Are older generations necessarily better than younger generations?

This is the thought swirling around my head as the Department of Education embraces the opening of classes for School Year 2019-2020— to once again forge through its mandate of educating the country’s youth.

The aforementioned question has been tugging at me because I have always heard older people telling us, the younger ones, that today’s youth/generation (I’m beyond the legal definition of youth, so I have to use the more inclusive term, generation)) have become way too wayward in terms of character/personality formation, aspirations, desires, and interests. I am sure, just like me, you have heard your parents and grandparents reminisce (and loudly at that!) how they used to be, and how things used to be during their time. I am sure, too, you have heard older folks (even those other than your parents and grandparents) compare today’s youth with the youth (meaning, them) of yesteryears.
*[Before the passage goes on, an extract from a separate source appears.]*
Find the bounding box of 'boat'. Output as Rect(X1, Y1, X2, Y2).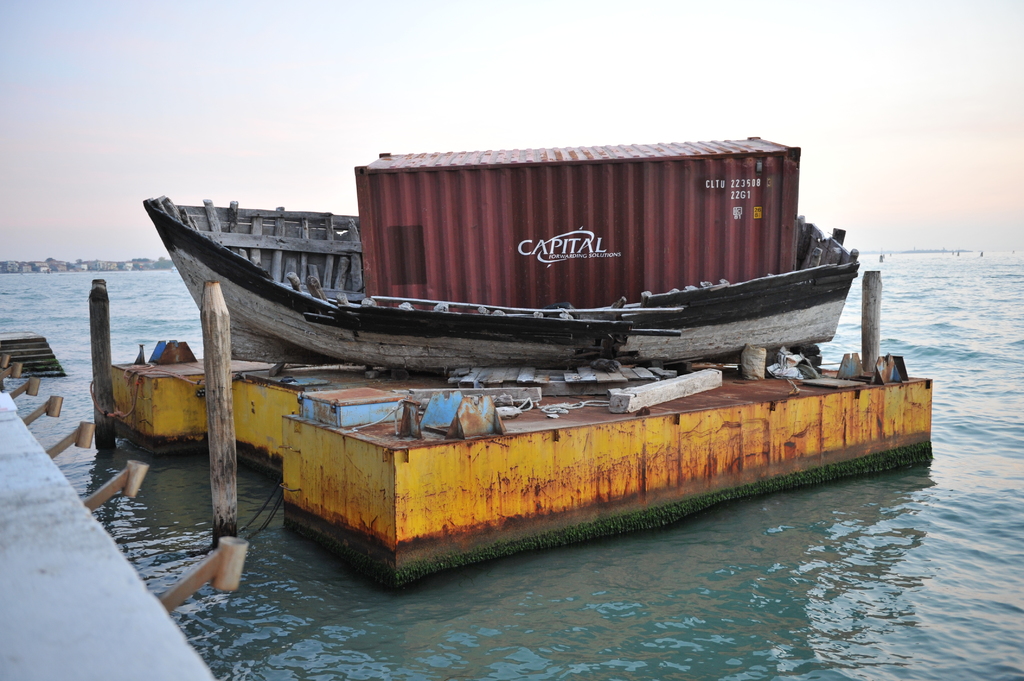
Rect(138, 191, 860, 373).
This intergenerational dilemma has even taken a life of its own as we, Generation Xers, foist the same doubts upon today’s youth, the Millennials.

As it is, are we really different now as compared to our folks? Or are we actually cut from the same cloth— only now with “extra trimmings and decorations”?

Many youngish people out there can identify with the fact that parents and/or grandparents would usually say how their characters had been forged through hardships, how they had to pass various crucibles to be able to get what they want, and how they had fought very hard for their goals and to be able to arrive at where they are now. They would beguile us with tales of how they had to walk several kilometers to get to school, that they (the grandparents, anyway) had to study under the light of oil or gas lamps, that they had to stay with a snooty relative in the Big City only to be treated like the household help, how they had to wear hand-me-down clothes.

Contrastingly, they would point out, today’s youngsters are complacent, lackadaisical, and readily exhibit entitlement mentality. It is also pointed at that we get by (or try to) with charm, quick fixes, superficiality, etc. In short, we lack character.

One is then constrained to ask: Is a cross-sectional comparison between our parents and grandparents, on the one hand, and ourselves, on the other, warranted? Is this at all fair?

The milieu that we, Gen Xers and Millennials, are situated in is different from that of our parents and grandparents.

Today, we are constantly and increasingly faced with temptations and distractions which were not that rampant during our parents’ and grandparents’ time—advances in technology and communications, T.V., illicit substances, unique and multifarious forms of recreation, malls, etc. Of course it would be stupid for a young person to easily succumb to these temptations and distractions (but the possibility of which is not at all far-fetched).

Resisting all these take much willpower and emotional strength. To be able to focus on one’s path or goals unfettered by present-day distractions may be said to be nothing short of amazing, indeed. Our parents and grandparents didn’t have the kind of distractions and temptations that we now have.

It may also be asserted that we are more critical (as in critical-minded as opposed to griper). We question the status quo and we just don’t accept paradigms, ideas, traditions and passed-on orientations as they are. (I do hope this is really, really true of us.) This difference is actually good since questioning things and being critical of the status quo is an avenue for progress. It is one way of evolving, a way through which we can retain what is good and chuck the bad, of separating the chaff from the grain (in a manner of speaking).

One trait which can not be used to describe today’s younger generation is timidity. In fact, we are just the opposite—adventurous, brash, liberal, risqué even. I am not quite sure if this is totally positive or totally negative. But for sure, we are generally a bunch of risk-takers more so than were our parents and grandparents.

It would be unfair if we will be “judged” vis-à-vis our folks using the same parameters or criteria. It’s like trying to pit plants versus zombies. (This is just a popular culture reference. It is absolutely wrong to refer to our folks as zombies, laughing out loud, wink wink, nudge nudge.) Okay, we might be the same “banana” still just like them but we are now of a different hybrid. This may not necessarily mean an improved version but we have acquired an entirely unique set of traits all our own which are enough to set us apart from them. We do not mean to (that is, be set apart from them) but we just are, we just have become.

In short, we are our own persons. And that is reason enough to celebrate our own uniqueness.